Ringmaster Carl (Heinz Drache) suspects Gregor might actually be Otto, father of Natasha (Suzy Kendall) who is training as a lion tamer herself, a wanted prison escapee who killed Carl’s father in a fight. Carl took a job with the circus specifically hoping Otto would come pay a visit to his daughter.
But whether or not Gregor’s the mastermind of the robbery soon proves moot as further murders occur, including that of the philandering Gina (Margaret Lee), partner of madly jealous knife-thrower Mario (Maurice Kaufmann), making Elliott suspect that the mastermind hasn’t yet found his lucre.
Manfred lurks menacingly, and the killer can only be identified by his trademarked throwing knives. Meanwhile Gregor is being blackmailed by Mr Big (Skip Martin), a circus dwarf who is nonetheless an accomplished bully and lecher.
As it turns out, Gregor really is Otto, but when he’s caught out and forced to flee the circus, he ironically argues to Carl that the killing of his father was accidental convincingly enough so that Carl lets him flee. But the mysterious killer causes Otto to fall to his death over a cliff, memorably wreathed in a shower of pound notes falling from his broken suitcase.
This is the sort of film I like not so much for what it’s about, as for the quality the filmmaking exudes, succinctly moody and enjoyably modest. Casting Lee more for his voice, trying on a plummy Germanic accent as his eyes blaze out through the holes in his mask for much of the film, than for his familiarly haughty good looks, was an original touch.
Wallace’s works were incessantly popular particularly for German filmmakers in the ‘60s, and in keeping with that appeal, this film was a British-West German co-production, offering up rising Euro-stars Kinski and the two Lees (who weren’t related) amongst others well-known in continental cinema.

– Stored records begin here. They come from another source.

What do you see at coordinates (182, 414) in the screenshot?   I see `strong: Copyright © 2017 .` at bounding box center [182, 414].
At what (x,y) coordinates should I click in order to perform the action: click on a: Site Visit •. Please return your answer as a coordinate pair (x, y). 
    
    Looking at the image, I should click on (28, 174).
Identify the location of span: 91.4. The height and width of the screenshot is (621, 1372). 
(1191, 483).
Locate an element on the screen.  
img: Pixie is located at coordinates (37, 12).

The cast is surprisingly splendid and eye-catching for fans of the era’s genre faces. Martin makes nearly as memorable a contribution here as he did in Corman’s Masque of the Red Death (1964). Circus of Fear was produced and written (under his usual pseudonym of Peter Welbeck) by nefarious cinema entrepreneur Harry Alan Towers, who was concurrently producing Christopher Lee’s series of Fu Manchu movies for Hammer, and both Kinski and Margaret Lee would later star in the Towers production of Jesus Franco’s Venus in Furs (1969).

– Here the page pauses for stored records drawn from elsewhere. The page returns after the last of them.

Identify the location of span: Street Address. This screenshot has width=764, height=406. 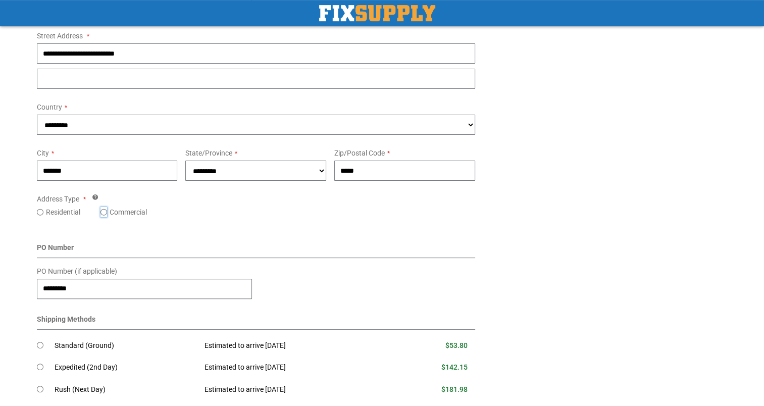
(60, 36).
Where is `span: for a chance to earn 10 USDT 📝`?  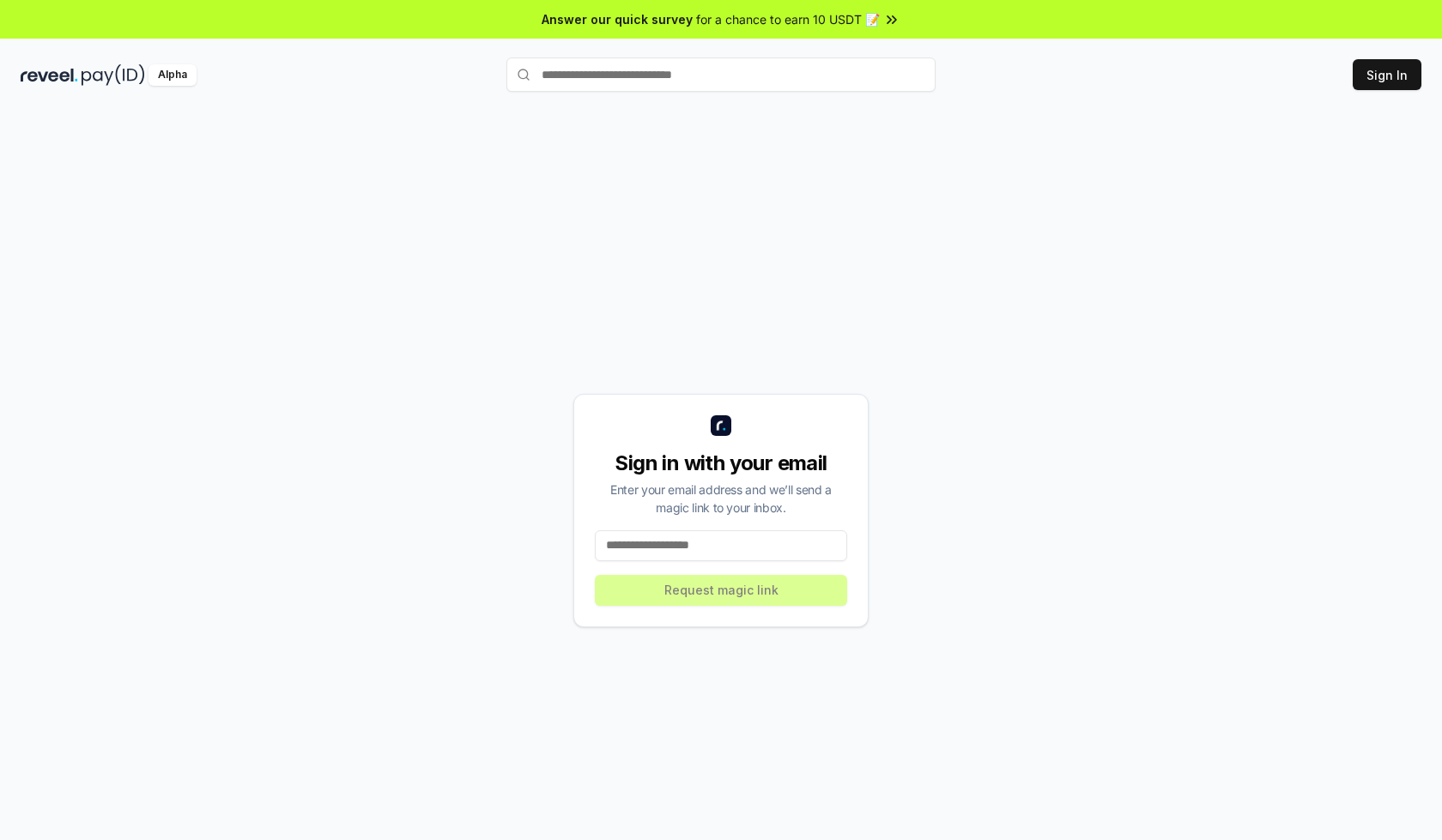 span: for a chance to earn 10 USDT 📝 is located at coordinates (788, 19).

Like Towers’ version of Ten Little Indians from the year before, Circus of Fear is suggestive of the developing giallo style of crime film, and young co-star Kendall would go on to star in Argento’s The Bird with the Crystal Plumage (1970).
But Circus of Fear is very different from the lush perversity of the continental style, emphasising the humdrum in the innately colourful circus setting, amidst the generally unforgiving English landscape in winter; there’s no doubt about the season as the actors’ breath fogs in many scenes, Moxey’s eye casually describing the withered-looking elephants and other animals of the circus with revealing documentary plainness, all the gilt stripped off the circus fantasy world just as he elsewhere casually reveals a world that seems to be decaying.
The film shares not just the setting but the theme of the masked escapee hiding amidst the circus folk with Cecil B. DeMille’s The Greatest Show on Earth (1953), to which this plays as the deglamourised riposte.
A recurring theme of inheritors dealing with the sins and failures of their fathers calls to mind City of the Dead; just as Natasha and Carl are struggling with poisoned legacies, so too it emerges that the mastermind is likewise driven on by paternal loss, so that his motives, as proven when he kills Otto, is finally less about money than enjoying toying about with people like fate incarnate.
In a nice twist, what seems to the film’s designated comic relief character, Eddie (Eddi Arent), the circus accountant repeatedly seen desperately trying to impress his fellows with circus tricks so as to be allowed to perform, is actually the killer. He is soon hoist by his own petard as Mario’s knife-throwing skills, which he mocked, proves in the heat of the moment quite good enough to take him out. No classic, but modish good fun.